Vijay Prashad Speaks of Shailja Patel’s
Migritude
California is a peculiarly schizophrenic place to be a
migrant. On March 31, 2001, the state began to celebrate Cesar E. Chavez Day,
to honor the farm worker leader and to celebrate the contribution of migrants
to the state. In 2006, the U.S. Congress passed the Secure Fence Act, whose
intent is to take the many physical barriers along the U.S. - Mexico border and
meld them into the Great Wall of America. The Border Wall is an affront to the
heritage of Chavez, and to the migrants whose labor
created and continues to maintain California as we know it. It is a monument to
the brutality of the U.S. war on migrants. (Operation Gatekeeper, begun in
1994, claimed the lives of 444 migrants over five years; the East German border
guards killed 263 people from 1949 to 1989.)
These two visions for California are in constant combat, and it is on one side
of this conflagration that Shailja decided to unpack
the trousseau of saris given to her by her mother. Through them, she reveals an
inheritance of emotions, of histories bound up in journeys from India to Kenya
to the United States. The sari, a piece of cloth, binds continents and
families. But it is also that which allows us to think of the bind: it holds
things together, it bandages wounds, but it also obliges us to think about what
it means to be bound together. We are as bound by the struggles of the migrant
workers who have inserted their bodies and desires into our society as we are
by the granite block of the power elite that is loath to cede its power or open
its purse. This bind is the central metaphor of Shailja’s
book.
Shailja’s book is not simply about migrants. It’s
about the condition of migration – of migritude. It
is not a cultural anthropology of migrant lives, but rather a philosophical
meditation on what it means to live within the concept of Migrant. Riffing as
it does off the term négritude, it is also
about race. Léopold Sédar
Senghor caught the spirit of négritude when he
wrote: “Far from seeing in one’s blackness an inferiority,
one accepts it, one lays claim to it with pride, one cultivates it lovingly.”

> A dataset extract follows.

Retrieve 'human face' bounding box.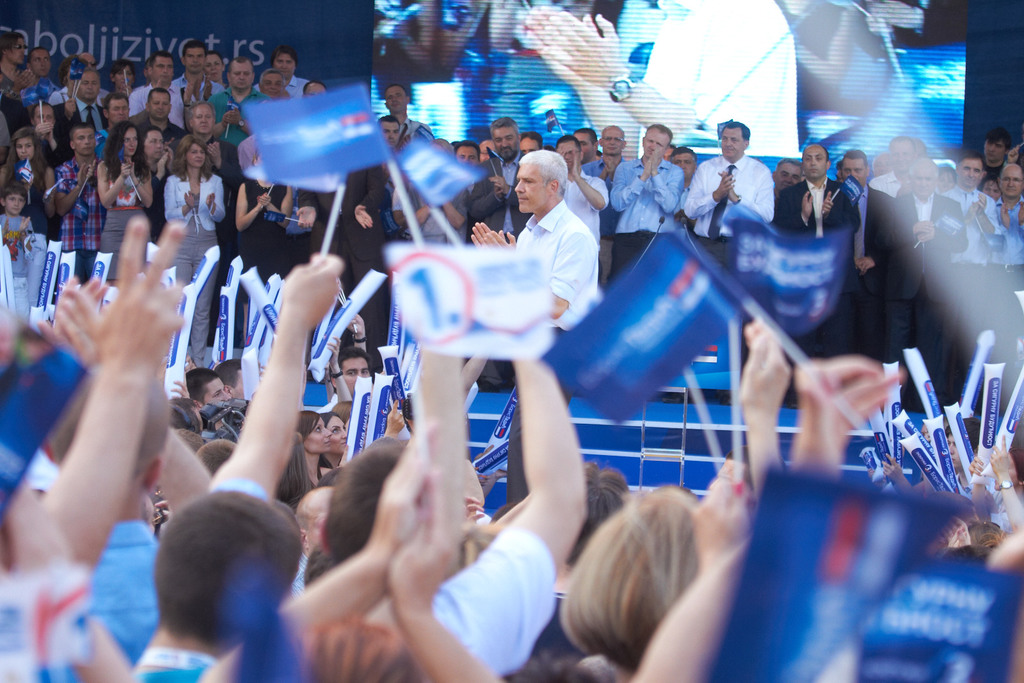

Senghor’s friend Aime Césaire
coined the term in his Cahier d’un Retour
au Pays Natal (1939, Notebook of a
Return to My Native Land), where he wrote that négritude
is “not a cephalic index, or a plasma, or a soma, but [it is] measured by the
compass of suffering.”
Migritude
draws from this heritage to suggest that there is a “compass of suffering”
shared by migrants of color into the heartlands of power. It shows how this
compass binds them in unexpected ways. The term migritude
suggests the horizontal assimilation engineered by migrants as they smile at
each other, knowing quite well what is carried on each other’s backs.
I came to Shailja Patel’s Migritude joyously, embraced by
the first few lines about the teardrop in Babylon. The embrace didn’t falter.
The words held me. They are a song. What does the song hope for? It wants
understanding, which is a gesture toward freedom.